Yeah, that makes sense. I will take care of that later today or
tomorrow. We have not noticed that because currently none of the
extensions is using those functions. BTW, I noticed that after
failure, the next run is green, why so? Is the next run not on
windows?

-- 
With Regards,
Amit Kapila.




Re: Parallel query hangs after a smart shutdown is issued

2020-08-14 Thread Thomas Munro
On Fri, Aug 14, 2020 at 4:45 AM Tom Lane  wrote:
> I wrote:
> > Hmmm ... maybe that should be more like
> > if (smartShutState != SMART_NORMAL_USAGE &&
> > backend_type == BACKEND_TYPE_NORMAL)
>
> After some more rethinking and testing, here's a v5 that feels
> fairly final to me.  I realized that the logic in canAcceptConnections
> was kind of backwards: it's better to check the main pmState restrictions
> first and then the smart-shutdown restrictions afterwards.

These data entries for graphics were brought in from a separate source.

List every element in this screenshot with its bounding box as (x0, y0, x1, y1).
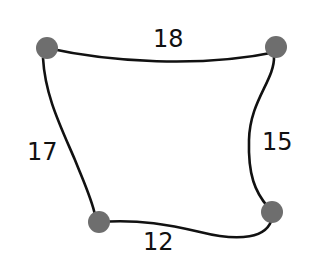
graph-diagram: 18 15 12 17 (0, 0, 309, 266)
edge-label-top: 18 (153, 27, 184, 51)
node-bottom-left (88, 211, 110, 233)
edge-left (43, 58, 95, 215)
node-top-left (36, 37, 58, 59)
edge-label-left: 17 (27, 140, 58, 164)
edge-label-bottom: 12 (143, 230, 174, 254)
node-bottom-right (261, 201, 283, 223)
edge-label-right: 15 (262, 130, 293, 154)
node-top-right (265, 36, 287, 58)
edge-bottom (99, 218, 272, 237)
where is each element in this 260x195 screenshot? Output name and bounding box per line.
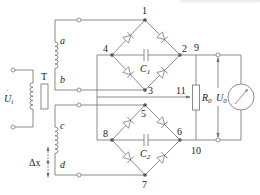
coil-label-a: a (60, 35, 65, 46)
output-voltage-label: U0 (216, 92, 227, 105)
wiper-arrow-icon (186, 96, 191, 99)
node-label-3: 3 (148, 85, 153, 96)
resistor-r0-label: R0 (201, 92, 212, 105)
lower-diode-bridge: C2 5 6 7 8 (103, 103, 182, 190)
primary-circuit: T Ui · (4, 68, 48, 129)
input-terminal-bottom (11, 125, 15, 129)
coil-label-d: d (60, 159, 66, 170)
node-label-10: 10 (191, 145, 201, 156)
terminal-b (77, 88, 81, 92)
secondary-coil-ab: a c b (55, 18, 81, 92)
displacement-label: Δx (29, 157, 40, 168)
secondary-coil-cd: c d Δx (29, 103, 81, 178)
output-terminal-top (216, 53, 220, 57)
output-terminal-bottom (216, 138, 220, 142)
node-label-6: 6 (177, 126, 182, 137)
coil-label-b-text: b (60, 74, 65, 85)
input-terminal-top (11, 68, 15, 72)
bridge-connections (81, 20, 191, 175)
output-section: 9 10 11 R0 U0 (176, 42, 254, 156)
coil-label-c: c (60, 120, 65, 131)
upper-diode-bridge: C1 1 2 3 4 (103, 5, 187, 96)
coil-cd-icon (55, 127, 58, 157)
terminal-d (77, 173, 81, 177)
node-label-9: 9 (194, 42, 199, 53)
coil-ab-icon (55, 42, 58, 72)
node-label-1: 1 (142, 5, 147, 16)
terminal-c (77, 103, 81, 107)
circuit-diagram: T Ui · a c b c d Δx (0, 0, 260, 195)
node-label-4: 4 (103, 43, 108, 54)
capacitor-c1-label: C1 (140, 63, 150, 76)
node-label-8: 8 (103, 128, 108, 139)
resistor-r0-icon (193, 85, 200, 110)
capacitor-c2-label: C2 (140, 148, 151, 161)
meter-gauge-icon (228, 84, 254, 110)
transformer-core-icon (41, 84, 48, 109)
primary-coil-icon (30, 83, 33, 114)
terminal-a (77, 18, 81, 22)
node-label-7: 7 (142, 179, 147, 190)
node-label-5: 5 (141, 108, 146, 119)
node-label-2: 2 (182, 43, 187, 54)
transformer-label: T (41, 71, 47, 82)
node-label-11: 11 (176, 85, 186, 96)
phasor-dot: · (6, 87, 8, 95)
displacement-arrow-icon (47, 146, 50, 178)
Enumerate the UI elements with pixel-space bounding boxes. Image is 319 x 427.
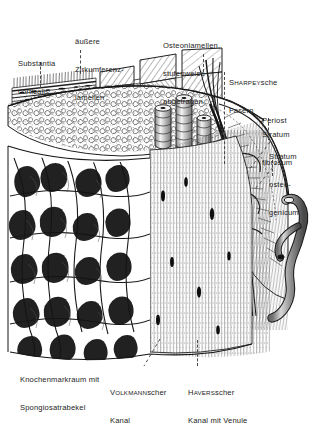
- label-havers-line1: HAVERSscher: [188, 388, 247, 397]
- label-osteonlamellen-line1: Osteonlamellen,: [163, 41, 220, 50]
- label-osteonlamellen-line3: abgetragen: [163, 97, 220, 106]
- label-stratum-osteogenicum-line2: osteo-: [269, 180, 299, 189]
- label-zirkumferenz-line1: äußere: [75, 37, 124, 46]
- label-knochenmarkraum: Knochenmarkraum mit Spongiosatrabekel: [20, 356, 99, 422]
- label-zirkumferenz-line3: lamellen: [75, 93, 124, 102]
- havers-eponym-smallcaps: AVERS: [194, 389, 215, 396]
- label-zirkumferenz-line2: Zirkumferenz-: [75, 65, 124, 74]
- label-sharpeysche-line1: SHARPEYsche: [229, 78, 277, 87]
- label-haversscher-kanal: HAVERSscher Kanal mit Venule: [188, 369, 247, 427]
- sharpey-eponym-smallcaps: HARPEY: [234, 79, 261, 86]
- label-stratum-osteogenicum: Stratum osteo- genicum: [269, 133, 299, 227]
- label-aeussere-zirkumferenzlamellen: äußere Zirkumferenz- lamellen: [75, 18, 124, 112]
- volkmann-eponym-tail: scher: [147, 388, 166, 397]
- label-osteonlamellen-line2: stufenweise: [163, 69, 220, 78]
- label-osteonlamellen: Osteonlamellen, stufenweise abgetragen: [163, 22, 220, 116]
- label-havers-line2: Kanal mit Venule: [188, 416, 247, 425]
- label-stratum-osteogenicum-line3: genicum: [269, 208, 299, 217]
- label-volkmannscher-kanal: VOLKMANNscher Kanal: [110, 369, 166, 427]
- sharpey-eponym-tail: sche: [261, 78, 278, 87]
- label-substantia-corticalis-line1: Substantia: [18, 59, 55, 68]
- leader-volkmannscher-kanal: [140, 338, 164, 366]
- label-stratum-osteogenicum-line1: Stratum: [269, 152, 299, 161]
- label-knochenmarkraum-line2: Spongiosatrabekel: [20, 403, 99, 412]
- label-volkmann-line1: VOLKMANNscher: [110, 388, 166, 397]
- label-knochenmarkraum-line1: Knochenmarkraum mit: [20, 375, 99, 384]
- havers-eponym-tail: scher: [215, 388, 234, 397]
- volkmann-eponym-smallcaps: OLKMANN: [115, 389, 147, 396]
- label-substantia-corticalis: Substantia corticalis: [18, 40, 55, 106]
- leader-sharpeysche-fasern: [224, 72, 225, 164]
- leader-haversscher-kanal: [197, 340, 198, 366]
- label-substantia-corticalis-line2: corticalis: [18, 87, 55, 96]
- label-volkmann-line2: Kanal: [110, 416, 166, 425]
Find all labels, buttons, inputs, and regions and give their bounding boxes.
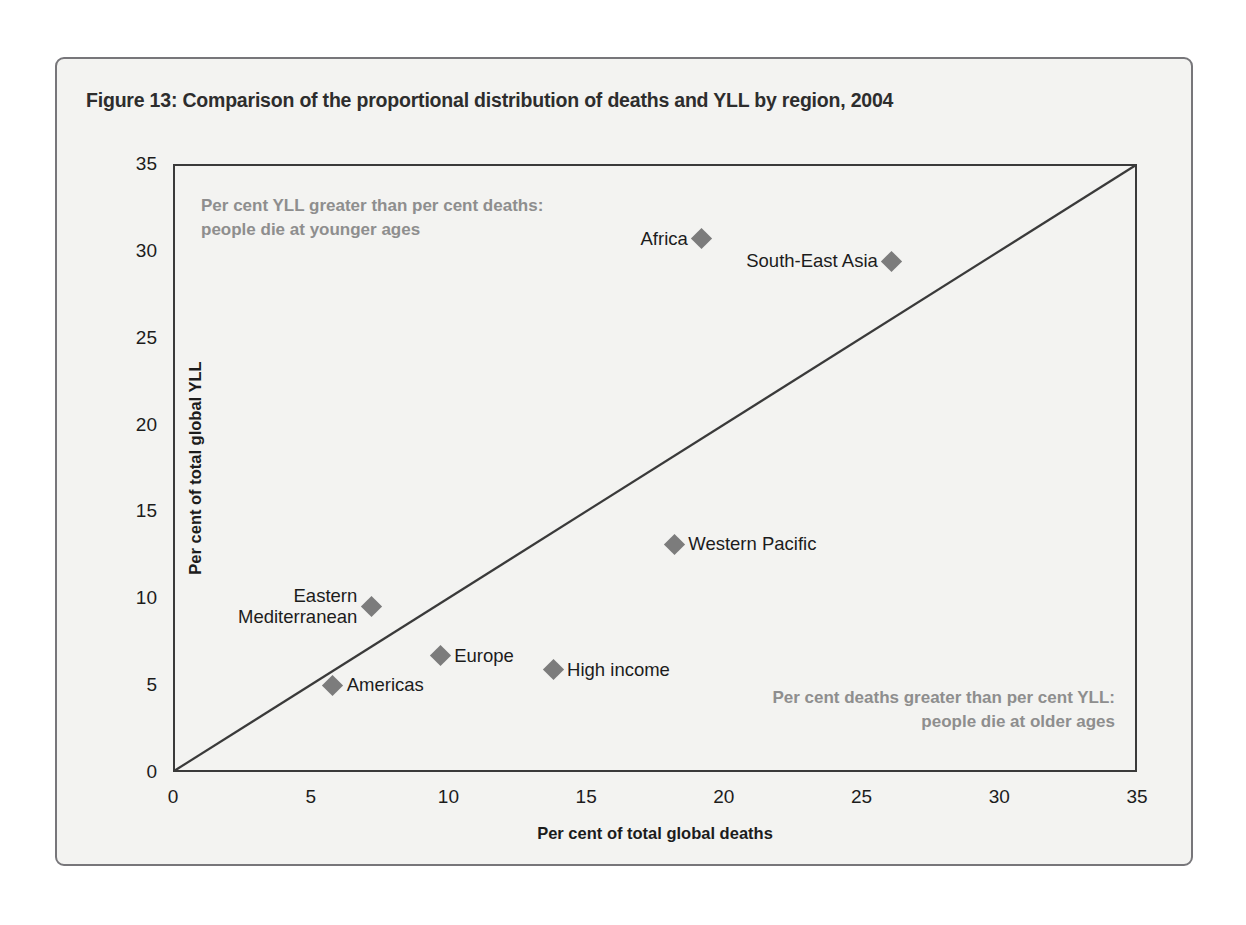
x-tick-label: 10 [438,786,459,808]
y-tick-label: 20 [136,414,157,436]
data-point-label: Western Pacific [688,534,816,555]
data-point-label: South-East Asia [746,251,878,272]
data-point-label-line: Africa [641,227,688,248]
y-axis-label: Per cent of total global YLL [186,361,205,574]
annotation-older-ages: Per cent deaths greater than per cent YL… [772,686,1115,734]
identity-reference-line [173,164,1137,772]
x-tick-label: 25 [851,786,872,808]
data-point-label-line: Mediterranean [238,606,357,627]
annotation-younger-ages: Per cent YLL greater than per cent death… [201,194,543,242]
data-point-label-line: Eastern [294,585,358,606]
data-point-label: Europe [454,645,514,666]
y-tick-label: 5 [146,674,157,696]
y-tick-label: 30 [136,240,157,262]
data-point-label-line: High income [567,658,670,679]
x-tick-label: 0 [168,786,179,808]
data-point-label-line: Americas [347,674,424,695]
y-tick-label: 35 [136,153,157,175]
scatter-plot: 05101520253035 05101520253035 AfricaSout… [173,164,1137,772]
x-tick-label: 20 [713,786,734,808]
figure-title: Figure 13: Comparison of the proportiona… [86,89,893,112]
data-point-label-line: Europe [454,644,514,665]
data-point-label: High income [567,659,670,680]
data-point-label: Americas [347,675,424,696]
figure-panel: Figure 13: Comparison of the proportiona… [55,57,1193,866]
y-tick-label: 25 [136,327,157,349]
data-point-label-line: South-East Asia [746,250,878,271]
data-point-label: Africa [641,228,688,249]
y-tick-label: 0 [146,761,157,783]
data-point-label-line: Western Pacific [688,533,816,554]
x-axis-label: Per cent of total global deaths [537,824,773,843]
x-tick-label: 5 [305,786,316,808]
y-tick-label: 15 [136,500,157,522]
x-tick-label: 35 [1126,786,1147,808]
y-tick-label: 10 [136,587,157,609]
x-tick-label: 30 [989,786,1010,808]
x-tick-label: 15 [576,786,597,808]
data-point-label: EasternMediterranean [238,586,357,627]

LGTM.  I tested this a bit today and it did what I expected for
parallel queries and vacuum, on primary and standby.

> I'm assuming we want to back-patch this as far as 9.6, where parallel
> query began to be a thing.

Yeah.  I mean, it's more radical than what I thought we'd be doing for
this, but you could get into real trouble by running in smart shutdown
mode without the autovac infrastructure alive.